Too much stress is put upon those who look at art to get it all at once. There is a shallow quality to the idea championed by critics like Clement Greenberg and others that art will speak to you when you are suddenly immersed in it; your experience will be akin to electric shock and then you can tirelessly talk about it forever afterwards. That is not to say that the immediate impact is not an important artistic value - one does have to bait the hook seductively.
What transpires with diminishing returns is the lurking surprise, the hesitant revelation and the ambiguous fascination. These qualities come into play from extended readings and make art a more fertile ground for the imagination. Given the chance, Anastasi's art rewards a slower step, with a little waltzing around. This more traditionally laced view chimes with the fact that Anastasi has made art in many media, including photography, painting, sculpture, sound and video. The viewer might take baby steps - one piece at a time - to feel some conjunction with the art.

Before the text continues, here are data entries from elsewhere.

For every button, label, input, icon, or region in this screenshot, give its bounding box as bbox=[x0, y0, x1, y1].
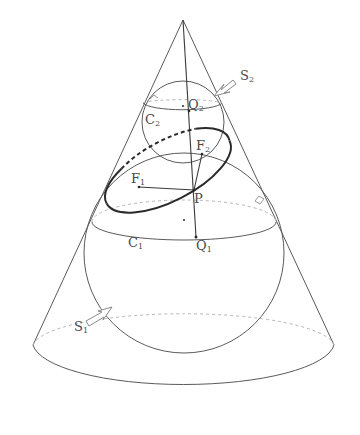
label-p: P bbox=[194, 192, 203, 205]
upper-sphere-center-dot bbox=[182, 105, 184, 107]
label-f2: F2 bbox=[196, 139, 210, 154]
cone-left-generator bbox=[33, 20, 183, 345]
segment-f1-p bbox=[139, 187, 194, 190]
ellipse-section-front bbox=[107, 141, 243, 229]
right-angle-mark-lower bbox=[255, 196, 264, 204]
circle-c2-back bbox=[143, 100, 222, 103]
s2-arrow-icon bbox=[214, 80, 236, 96]
label-c2: C2 bbox=[145, 113, 160, 128]
ellipse-section-back-dashed bbox=[118, 124, 196, 168]
cone-base-front bbox=[33, 345, 334, 385]
label-s2: S2 bbox=[240, 69, 254, 84]
label-f1: F1 bbox=[131, 172, 145, 187]
circle-c1-front bbox=[92, 222, 276, 240]
segment-f2-p bbox=[194, 154, 202, 190]
label-q1: Q1 bbox=[196, 239, 212, 254]
lower-sphere-s1 bbox=[84, 153, 284, 353]
label-s1: S1 bbox=[74, 320, 88, 335]
label-q2: Q2 bbox=[188, 98, 204, 113]
lower-sphere-center-dot bbox=[183, 219, 185, 221]
label-c1: C1 bbox=[128, 236, 143, 251]
dandelin-spheres-diagram bbox=[0, 0, 360, 435]
s1-arrow-icon bbox=[86, 307, 112, 326]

With a characteristic tone of humorous self-deprecation, Anastasi's opening take on himself can be distilled from a dearth of early recognition. During the incredible art-world growth of the 60's, only a single work sold from his four seminal shows at the Dwan Gallery from 1966-70. Thomas McEvilley's recent recantation of the early history of Conceptual Art (in his essay Setting the record straight: William Anastasi and The History of Conceptual Art), retelling the story with the missing evidence of Anastasi's art-historical importance reinserted, is a long time coming. McEvilley seats Anastasi with the front-line conceptual players in his catalogue essay for the exhibition William Anastasi: A Retrospective at the NIKOLAJ, Copenhagen Contemporary Art Center in 2001. "His work was fundamental to the formation of Conceptual Art. The incisiveness and accuracy of his intuition in the years when the thematics of Conceptualism were being worked out stand at the forefront of a canonical list of American names such as Lawrence Weiner, Joseph Kosuth, and Douglas Huebler." Anastasi's latest reinstatement came with the inclusion of Free Will, a 1968 video piece in the Whitney Museum of American Art exhibition, Into the Light.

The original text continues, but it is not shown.